Types of Data and Sampling Methods
Data types and sampling methods form the foundation of statistical analysis. Knowing what kind of data you're working with determines which tools you can use, and knowing how to sample properly determines whether your results actually mean anything.

Qualitative vs quantitative data
Qualitative data (also called categorical data) describes attributes or categories rather than numerical measurements. You analyze it using frequencies, proportions, or percentages. Examples: hair color (blonde, brown, black, red), movie genres (action, comedy, drama), or phone brands (Apple, Samsung, Google).
Quantitative data is numeric and can be measured or counted. It splits into two subtypes:
- Discrete quantitative data has countable values, often whole numbers. There are gaps between possible values. Think: number of pets owned (0, 1, 2, 3), number of languages spoken (1, 2, 3, 4), or number of bedrooms in a house (1, 2, 3, 4, 5).
- Continuous quantitative data can take on any value within a range, including decimals. There are infinitely many possible values between any two points. Think: body temperature (98.6°F, 99.2°F, 100.5°F), distance traveled (5.2 miles, 10.7 miles), or time spent studying (1.5 hours, 2.75 hours).

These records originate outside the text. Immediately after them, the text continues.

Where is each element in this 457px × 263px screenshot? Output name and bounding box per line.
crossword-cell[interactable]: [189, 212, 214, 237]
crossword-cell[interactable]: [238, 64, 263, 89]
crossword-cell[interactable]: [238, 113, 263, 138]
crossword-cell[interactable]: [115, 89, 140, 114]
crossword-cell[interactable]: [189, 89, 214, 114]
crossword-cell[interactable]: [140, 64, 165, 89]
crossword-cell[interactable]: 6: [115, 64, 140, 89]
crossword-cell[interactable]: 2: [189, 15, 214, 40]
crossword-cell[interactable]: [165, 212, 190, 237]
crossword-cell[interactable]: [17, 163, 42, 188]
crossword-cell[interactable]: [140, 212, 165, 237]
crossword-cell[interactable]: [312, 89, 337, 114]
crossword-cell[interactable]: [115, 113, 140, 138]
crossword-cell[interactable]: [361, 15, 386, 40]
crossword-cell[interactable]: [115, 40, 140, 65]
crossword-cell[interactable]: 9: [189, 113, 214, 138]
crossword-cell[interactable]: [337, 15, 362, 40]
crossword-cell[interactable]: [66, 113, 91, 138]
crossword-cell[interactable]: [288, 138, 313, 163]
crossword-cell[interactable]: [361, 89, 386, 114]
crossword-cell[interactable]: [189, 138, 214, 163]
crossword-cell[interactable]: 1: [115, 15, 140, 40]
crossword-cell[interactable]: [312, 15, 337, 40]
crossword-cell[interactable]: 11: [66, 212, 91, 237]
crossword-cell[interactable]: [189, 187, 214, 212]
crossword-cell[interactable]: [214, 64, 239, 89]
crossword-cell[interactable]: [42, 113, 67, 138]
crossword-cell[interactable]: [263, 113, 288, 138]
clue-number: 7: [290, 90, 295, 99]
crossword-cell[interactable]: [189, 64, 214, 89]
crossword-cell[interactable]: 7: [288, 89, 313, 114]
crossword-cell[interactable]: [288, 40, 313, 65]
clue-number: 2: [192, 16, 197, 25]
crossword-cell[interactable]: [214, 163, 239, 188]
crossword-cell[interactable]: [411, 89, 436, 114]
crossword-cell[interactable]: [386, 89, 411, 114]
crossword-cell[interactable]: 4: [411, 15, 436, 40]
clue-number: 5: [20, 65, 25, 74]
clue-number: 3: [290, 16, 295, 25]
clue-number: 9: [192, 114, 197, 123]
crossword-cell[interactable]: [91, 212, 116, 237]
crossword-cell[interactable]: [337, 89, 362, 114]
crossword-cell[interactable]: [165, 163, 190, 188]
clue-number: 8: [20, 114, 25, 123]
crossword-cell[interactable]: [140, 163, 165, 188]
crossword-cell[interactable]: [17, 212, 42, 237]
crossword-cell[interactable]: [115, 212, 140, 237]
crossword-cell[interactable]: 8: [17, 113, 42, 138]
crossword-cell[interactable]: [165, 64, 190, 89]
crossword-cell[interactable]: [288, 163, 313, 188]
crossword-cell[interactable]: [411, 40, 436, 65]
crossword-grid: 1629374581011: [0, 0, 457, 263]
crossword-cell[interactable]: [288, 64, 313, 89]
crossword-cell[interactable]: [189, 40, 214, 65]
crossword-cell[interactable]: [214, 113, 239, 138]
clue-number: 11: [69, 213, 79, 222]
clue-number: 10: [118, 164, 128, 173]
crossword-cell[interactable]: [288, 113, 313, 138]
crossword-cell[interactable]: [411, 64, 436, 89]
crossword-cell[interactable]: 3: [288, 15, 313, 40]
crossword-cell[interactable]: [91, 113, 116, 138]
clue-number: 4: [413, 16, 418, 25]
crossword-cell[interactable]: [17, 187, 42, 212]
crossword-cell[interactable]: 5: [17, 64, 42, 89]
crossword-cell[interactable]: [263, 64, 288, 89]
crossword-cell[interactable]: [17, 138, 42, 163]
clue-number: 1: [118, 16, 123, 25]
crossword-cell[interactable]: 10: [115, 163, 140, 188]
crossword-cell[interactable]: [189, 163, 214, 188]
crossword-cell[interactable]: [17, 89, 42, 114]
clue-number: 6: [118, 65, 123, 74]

A quick test: if you can ask "how many?" it's likely discrete. If you ask "how much?" or "how long?" it's likely continuous.
Interpretation of two-way tables
Two-way tables (also called contingency tables) display counts of data organized by two categorical variables. Rows represent levels of one variable, columns represent levels of the other, and each cell shows the count for that specific combination.

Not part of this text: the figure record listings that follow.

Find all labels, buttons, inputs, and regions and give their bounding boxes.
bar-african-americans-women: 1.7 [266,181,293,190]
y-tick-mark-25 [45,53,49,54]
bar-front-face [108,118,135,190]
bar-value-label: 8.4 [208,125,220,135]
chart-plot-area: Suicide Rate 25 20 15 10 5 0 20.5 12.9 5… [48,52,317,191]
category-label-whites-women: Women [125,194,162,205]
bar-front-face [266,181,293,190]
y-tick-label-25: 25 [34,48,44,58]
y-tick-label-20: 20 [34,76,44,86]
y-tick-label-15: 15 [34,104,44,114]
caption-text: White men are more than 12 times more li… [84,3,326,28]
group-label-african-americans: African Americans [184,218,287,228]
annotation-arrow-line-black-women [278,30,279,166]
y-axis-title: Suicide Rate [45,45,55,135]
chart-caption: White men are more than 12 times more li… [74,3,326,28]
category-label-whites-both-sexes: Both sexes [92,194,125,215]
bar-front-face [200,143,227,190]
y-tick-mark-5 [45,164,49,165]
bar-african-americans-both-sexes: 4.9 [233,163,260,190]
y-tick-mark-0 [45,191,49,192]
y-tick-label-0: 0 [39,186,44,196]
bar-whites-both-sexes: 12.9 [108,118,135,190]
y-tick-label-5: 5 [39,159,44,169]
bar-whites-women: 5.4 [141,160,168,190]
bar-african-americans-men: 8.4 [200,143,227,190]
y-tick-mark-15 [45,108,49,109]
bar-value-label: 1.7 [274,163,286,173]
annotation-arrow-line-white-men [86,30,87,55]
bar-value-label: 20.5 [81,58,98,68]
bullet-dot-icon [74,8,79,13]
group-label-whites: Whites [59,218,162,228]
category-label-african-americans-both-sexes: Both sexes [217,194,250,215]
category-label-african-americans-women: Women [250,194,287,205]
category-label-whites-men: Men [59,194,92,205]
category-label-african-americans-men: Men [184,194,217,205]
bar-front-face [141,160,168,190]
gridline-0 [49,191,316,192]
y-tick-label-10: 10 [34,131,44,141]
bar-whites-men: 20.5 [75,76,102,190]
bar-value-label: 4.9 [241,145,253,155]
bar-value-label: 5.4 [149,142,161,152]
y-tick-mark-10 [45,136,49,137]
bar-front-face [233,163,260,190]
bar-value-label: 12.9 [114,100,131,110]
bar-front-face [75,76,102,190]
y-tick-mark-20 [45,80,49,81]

Marginal distributions describe a single variable while ignoring the other. You find them by summing across an entire row or column.
These totals appear in the "margins" of the table (the rightmost column and bottom row), which is where the name comes from.

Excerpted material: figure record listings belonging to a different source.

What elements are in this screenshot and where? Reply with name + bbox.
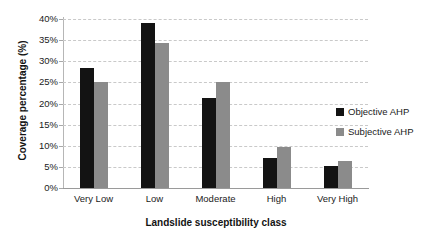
y-tick-label: 30%	[28, 56, 58, 66]
chart-figure: Coverage percentage (%) 0%5%10%15%20%25%…	[0, 0, 432, 238]
legend-label: Objective AHP	[348, 106, 409, 117]
y-tick-mark	[59, 146, 63, 147]
y-tick-label: 20%	[28, 99, 58, 109]
y-tick-label: 5%	[28, 162, 58, 172]
y-tick-label: 40%	[28, 14, 58, 24]
x-tick-label: Moderate	[185, 193, 246, 204]
legend-item[interactable]: Subjective AHP	[336, 126, 413, 137]
y-axis-tick-labels: 0%5%10%15%20%25%30%35%40%	[28, 13, 58, 193]
y-tick-label: 0%	[28, 183, 58, 193]
bar-group	[141, 19, 169, 188]
legend-item[interactable]: Objective AHP	[336, 106, 413, 117]
y-tick-mark	[59, 125, 63, 126]
bar[interactable]	[202, 98, 216, 188]
bar[interactable]	[216, 82, 230, 188]
y-tick-label: 10%	[28, 141, 58, 151]
y-tick-mark	[59, 61, 63, 62]
bar[interactable]	[155, 43, 169, 188]
y-axis-title: Coverage percentage (%)	[17, 6, 28, 196]
bar[interactable]	[141, 23, 155, 188]
y-tick-label: 35%	[28, 35, 58, 45]
bar[interactable]	[263, 158, 277, 188]
chart-legend: Objective AHPSubjective AHP	[336, 106, 413, 146]
legend-swatch-icon	[336, 128, 344, 136]
plot-area	[63, 19, 368, 188]
bar[interactable]	[277, 147, 291, 188]
y-tick-mark	[59, 19, 63, 20]
y-tick-label: 25%	[28, 77, 58, 87]
y-tick-label: 15%	[28, 120, 58, 130]
bar[interactable]	[324, 166, 338, 188]
bar[interactable]	[80, 68, 94, 188]
y-tick-mark	[59, 104, 63, 105]
bar[interactable]	[338, 161, 352, 188]
x-tick-label: Very High	[307, 193, 368, 204]
y-tick-mark	[59, 167, 63, 168]
x-axis-title: Landslide susceptibility class	[63, 217, 369, 228]
bar-group	[202, 19, 230, 188]
bar-group	[263, 19, 291, 188]
y-tick-mark	[59, 82, 63, 83]
x-tick-label: High	[246, 193, 307, 204]
x-axis-line	[63, 188, 369, 189]
bar-group	[324, 19, 352, 188]
bar[interactable]	[94, 82, 108, 188]
legend-swatch-icon	[336, 108, 344, 116]
legend-label: Subjective AHP	[348, 126, 413, 137]
x-tick-label: Very Low	[63, 193, 124, 204]
bar-group	[80, 19, 108, 188]
y-tick-mark	[59, 188, 63, 189]
y-tick-mark	[59, 40, 63, 41]
x-tick-label: Low	[124, 193, 185, 204]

Conditional distributions show the distribution of one variable given a specific level of the other variable. You calculate them by dividing a cell value by its corresponding row or column total.
- , read as "the probability of A given B"
- , read as "the probability of B given A"
The key distinction: marginal distributions look at one variable across the whole table, while conditional distributions zoom in on one variable within a specific group of the other variable. When a question says "given that" or "among those who," it's asking for a conditional distribution.

Methods of random sampling
Each sampling method has a specific use case. Choosing the right one depends on your population structure, available resources, and what kind of representation you need.
- Simple random sampling (SRS): Every member of the population has an equal chance of being selected. You randomly choose individuals from a population of size , often using a random number generator. Example: randomly selecting 100 students from a school of 1,000 students. SRS is the gold standard, but it can be impractical for large or geographically spread-out populations.
- Stratified sampling: Divide the population into homogeneous subgroups called strata based on a shared characteristic, then perform SRS within each stratum. This guarantees representation from every subgroup. Example: dividing a city's population by income level (low, medium, high) and randomly sampling from each level. Use this when you know certain subgroups matter for your research question.
- Cluster sampling: Divide the population into naturally occurring groups called clusters (like city blocks, classrooms, or hospitals). Randomly select some clusters, then survey everyone within those chosen clusters. Example: randomly selecting 10 city blocks and surveying all households in those blocks. This is practical when you don't have a complete list of every individual in the population, but be aware that clusters may not be internally diverse.
- Systematic sampling: Randomly pick a starting point, then select every th element from the list, where . Example: from a list of 1,000 people with a desired sample of 100, you'd pick every 10th person starting from a randomly chosen point. This spreads the sample evenly across the list, but watch out for bias if the list has a repeating pattern that aligns with your interval.
Measures of variability and statistical inference
- Variance quantifies the average squared deviation from the mean. Squaring the deviations ensures that values above and below the mean don't cancel each other out. A larger variance means the data points are more spread out.
- Standard deviation is the square root of the variance. It brings the measure of spread back into the original units of the data, making it more interpretable. If the standard deviation of exam scores is 8 points, that tells you roughly how far a typical score falls from the mean.
- Sampling distribution is the distribution of a statistic (like the sample mean) across all possible samples of a given size from a population. It tells you how much that statistic varies from sample to sample.
- Central Limit Theorem (CLT): As the sample size increases, the sampling distribution of the sample mean approaches a normal distribution, regardless of the shape of the original population distribution. This is what allows us to use normal distribution properties for inference even when the population itself isn't normal.
- Confidence interval is a range of values constructed from sample data that is likely to contain the true population parameter. It's built from the sample statistic plus or minus a margin of error (which depends on the standard error). A wider interval means less precision; a narrower interval means more precision.